In my previous post on this subject, I wrote of how politicians everywhere from the White House on down will now react to this latest shooting tragedy with a predictable, unanimous response: More debate on gun control, with the equally ever-predictable partisan response: Democrats calling for more strict gun control; Republicans opposing. On and on the drivel goes, without end. Surf through every cable news channel you wish, listen to any talk radio shows, read any print media you choose. The chatter will be the same: How did the suspect in this most recent example of the devolution of American society, James Holmes, get the weapons and ammunition he used in his murderous rampage? How was he able to obtain these over the internet? How do we enact laws that can block the sale of weapons over the internet? Are stricter state laws needed? Or more federal oversight? More talk about gun control.
As a Boston firearms lawyer, I know that it’s important to address these questions. Yet all of them will likely obscure the most important question that needs to be asked and addressed, which is: Why is this violence of this type increasing in this country?” What is it about our culture that fosters and breeds this type of behavior?”
The answer, in my professional view: The shocking increase in violence in the media in the United States – All kinds of media: Motion picture films, television programming, violent video games marketed to youth, and even the music industry. The media is probably the only industry in America that has as its primary goal (aside from profit) the ability to publish and broadcast almost anything it wants, without restriction. Government – principally through the FCC- has always tried to impose the most reasonable of standards when it came to broadcast television and radio – but from Day One, the media industry has never liked it, and has never stopped pushing the envelope in terms of the violence that it sells. I encourage readers of this post to take a look at some of my previous blog postings on the subject of violent video games before proceeding further with today’s post. Those observations provide a key basis in the argument in this and my immediately preceding post.
Prior to the shooting incident in Texas 1966 noted in my previous post on this subject, mass shooting events like this were largely unseen in America – until 1984, when the first mass shooting in a McDonald’s occurred. What happened in America in those nearly 20 years? An ever-escalating rise of violence in the media, beginning in the mid-80’s. As an industry, the media never ceases to tear down any and all government ability to censor what they produce. They challenge it left and right, throwing millions of dollars in lobbying and legal fees in the never-ending quest to achieve a country where they can broadcast, print, and publish the most violent and sickening of violence. All this, of course, is “justified” and argued under the highbrow argument of the First Amendment and “free speech.” And the courts in this country? One by one, all the way up to the U.S. Supreme Court, they almost serially defeat state legislative attempts to restore sanity and decency to the American public discourse. Just last fall, by a majority, the Supreme Court voted in favor of the Video Game industry in ruling “illegal” and “impermissible” the State of California’s most modest and reasonable of laws to prevent the sale or rental of sickeningly violent video games to teenagers in that state. The case is Brown v. Entertainment Merchants Association, 564 U.S. ___ (2011.)
The justices who voted to disallow that law – especially justices Kagan, Roberts, and Scalia – ought to hang their heads in shame. Aside from reading the legal briefs in the case and hearing oral arguments, I wonder if any one of them who voted in favor of the video game industry, watched just one of these sickening videos. Only Justices Clarence Thomas an Stephen Breyer had the foresight and wisdom to oppose the majority. In case you’re interested: Most of the sickening video games at issue in that case reward the “player” for killing either police officers, innocent victims, and women – with premium points offered for killing someone in the most sickening ways imaginable: Slicing someone’s head off, burning them alive, torturing a victim to death. On the subject of superheroes in America, (given suspect James Holmes’ apparent obsession with the Batman character) consider this: Not too long ago, the most severe form of violence that comic book publishers (originators of superhero characters,) depicted were fist fights. Today, it is not uncommon to see characters like Superman and Batman be tortured and to torture their opponents. Readers of a certain age will remember the collective shock and revulsion that the country felt when seeing John Kennedy murdered on the famous Zapruder film. As recently as ten years ago, no reasonable person could ever have conceived that such an historic image of tragedy would ever be marketed one day in the future as “Entertainment.” Today, the American President’s murder is a violent video game, with players being “rewarded” for killing the President as fast, and in as bloody a manner, as possible.
This, along with police officers and innocent victims’ throats being slashed and women being raped and people burned alive for “thrills,” is the type of “free speech” that courts in this country think needs to be “protected.” In many federal judge’s opinions, this is “healthy” for a society.
People should not wonder why violence of the type in Aurora, Colorado is escalating around us. When a society like ours continues to permit the most violent behavior and imagery to be pumped into our homes through media of all kind – film, television, video games of films, imagery, the violence we see in the Aurora, Colorado shootings should come as no surprise.
To quote Shakespeare, “The fault, dear Brutus, is not in our stars, But in ourselves, that we are underlings.” I would amend that only to clarify that the word “ourselves” in that phrase, today means “our courts.”
Open your eyes, America. The increasingly liberal and permissive federal judicial views in this country, threaten its very social fabric.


» Task prompt
Transcribe each line below verbatim; pictures excluded.

» Source records
■ ■ ■ ■

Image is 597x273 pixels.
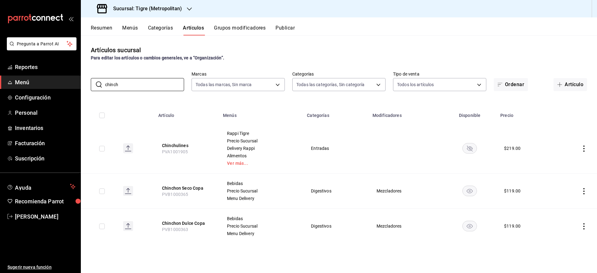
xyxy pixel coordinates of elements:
[227,131,295,136] span: Rappi Tigre
[581,188,587,194] button: actions
[227,216,295,221] span: Bebidas
[227,189,295,193] span: Precio Sucursal
[15,63,76,71] span: Reportes
[15,78,76,86] span: Menú
[15,197,76,206] span: Recomienda Parrot
[497,104,554,123] th: Precio
[105,78,184,91] input: Buscar artículo
[91,25,597,35] div: navigation tabs
[377,189,435,193] span: Mezcladores
[462,143,477,154] button: availability-product
[17,41,67,47] span: Pregunta a Parrot AI
[68,16,73,21] button: open_drawer_menu
[15,139,76,147] span: Facturación
[219,104,303,123] th: Menús
[227,231,295,236] span: Menu Delivery
[369,104,443,123] th: Modificadores
[162,185,212,191] button: edit-product-location
[162,149,188,154] span: PVA1001905
[504,145,521,151] div: $ 219.00
[91,55,224,60] strong: Para editar los artículos o cambios generales, ve a “Organización”.
[504,223,521,229] div: $ 119.00
[462,186,477,196] button: availability-product
[155,104,219,123] th: Artículo
[4,45,76,52] a: Pregunta a Parrot AI
[397,81,434,88] span: Todos los artículos
[311,224,361,228] span: Digestivos
[311,146,361,151] span: Entradas
[91,45,141,55] div: Artículos sucursal
[15,93,76,102] span: Configuración
[443,104,497,123] th: Disponible
[296,81,365,88] span: Todas las categorías, Sin categoría
[15,109,76,117] span: Personal
[227,224,295,228] span: Precio Sucursal
[393,72,486,76] label: Tipo de venta
[581,223,587,229] button: actions
[227,161,295,165] a: Ver más...
[7,37,76,50] button: Pregunta a Parrot AI
[162,142,212,149] button: edit-product-location
[192,72,285,76] label: Marcas
[292,72,386,76] label: Categorías
[7,264,76,271] span: Sugerir nueva función
[162,227,188,232] span: PVB1000363
[227,146,295,151] span: Delivery Rappi
[15,154,76,163] span: Suscripción
[462,221,477,231] button: availability-product
[15,212,76,221] span: [PERSON_NAME]
[227,154,295,158] span: Alimentos
[91,25,112,35] button: Resumen
[494,78,528,91] button: Ordenar
[122,25,138,35] button: Menús
[227,196,295,201] span: Menu Delivery
[196,81,252,88] span: Todas las marcas, Sin marca
[377,224,435,228] span: Mezcladores
[183,25,204,35] button: Artículos
[15,183,67,190] span: Ayuda
[148,25,173,35] button: Categorías
[214,25,266,35] button: Grupos modificadores
[227,139,295,143] span: Precio Sucursal
[15,124,76,132] span: Inventarios
[303,104,369,123] th: Categorías
[581,146,587,152] button: actions
[162,192,188,197] span: PVB1000365
[227,181,295,186] span: Bebidas
[504,188,521,194] div: $ 119.00
[108,5,182,12] h3: Sucursal: Tigre (Metropolitan)
[162,220,212,226] button: edit-product-location
[553,78,587,91] button: Artículo
[311,189,361,193] span: Digestivos
[276,25,295,35] button: Publicar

■ ■ ■ ■

» Reply
Image is 597x273 pixels.
xyxy pixel coordinates of elements:
[227,131,295,136] span: Rappi Tigre
[581,188,587,194] button: actions
[227,216,295,221] span: Bebidas
[227,189,295,193] span: Precio Sucursal
[15,63,76,71] span: Reportes
[15,78,76,86] span: Menú
[15,197,76,206] span: Recomienda Parrot
[497,104,554,123] th: Precio
[105,78,184,91] input: Buscar artículo
[91,25,597,35] div: navigation tabs
[377,189,435,193] span: Mezcladores
[462,143,477,154] button: availability-product
[17,41,67,47] span: Pregunta a Parrot AI
[68,16,73,21] button: open_drawer_menu
[15,139,76,147] span: Facturación
[219,104,303,123] th: Menús
[227,231,295,236] span: Menu Delivery
[369,104,443,123] th: Modificadores
[162,185,212,191] button: edit-product-location
[162,149,188,154] span: PVA1001905
[504,145,521,151] div: $ 219.00
[91,55,224,60] strong: Para editar los artículos o cambios generales, ve a “Organización”.
[504,223,521,229] div: $ 119.00
[462,186,477,196] button: availability-product
[155,104,219,123] th: Artículo
[4,45,76,52] a: Pregunta a Parrot AI
[397,81,434,88] span: Todos los artículos
[311,224,361,228] span: Digestivos
[311,146,361,151] span: Entradas
[91,45,141,55] div: Artículos sucursal
[15,93,76,102] span: Configuración
[443,104,497,123] th: Disponible
[296,81,365,88] span: Todas las categorías, Sin categoría
[15,109,76,117] span: Personal
[227,224,295,228] span: Precio Sucursal
[393,72,486,76] label: Tipo de venta
[581,223,587,229] button: actions
[227,161,295,165] a: Ver más...
[7,37,76,50] button: Pregunta a Parrot AI
[162,142,212,149] button: edit-product-location
[192,72,285,76] label: Marcas
[292,72,386,76] label: Categorías
[7,264,76,271] span: Sugerir nueva función
[162,227,188,232] span: PVB1000363
[227,146,295,151] span: Delivery Rappi
[15,154,76,163] span: Suscripción
[462,221,477,231] button: availability-product
[15,212,76,221] span: [PERSON_NAME]
[227,154,295,158] span: Alimentos
[91,25,112,35] button: Resumen
[494,78,528,91] button: Ordenar
[122,25,138,35] button: Menús
[227,196,295,201] span: Menu Delivery
[196,81,252,88] span: Todas las marcas, Sin marca
[377,224,435,228] span: Mezcladores
[183,25,204,35] button: Artículos
[15,183,67,190] span: Ayuda
[148,25,173,35] button: Categorías
[214,25,266,35] button: Grupos modificadores
[227,139,295,143] span: Precio Sucursal
[15,124,76,132] span: Inventarios
[303,104,369,123] th: Categorías
[581,146,587,152] button: actions
[162,192,188,197] span: PVB1000365
[227,181,295,186] span: Bebidas
[504,188,521,194] div: $ 119.00
[108,5,182,12] h3: Sucursal: Tigre (Metropolitan)
[162,220,212,226] button: edit-product-location
[553,78,587,91] button: Artículo
[311,189,361,193] span: Digestivos
[276,25,295,35] button: Publicar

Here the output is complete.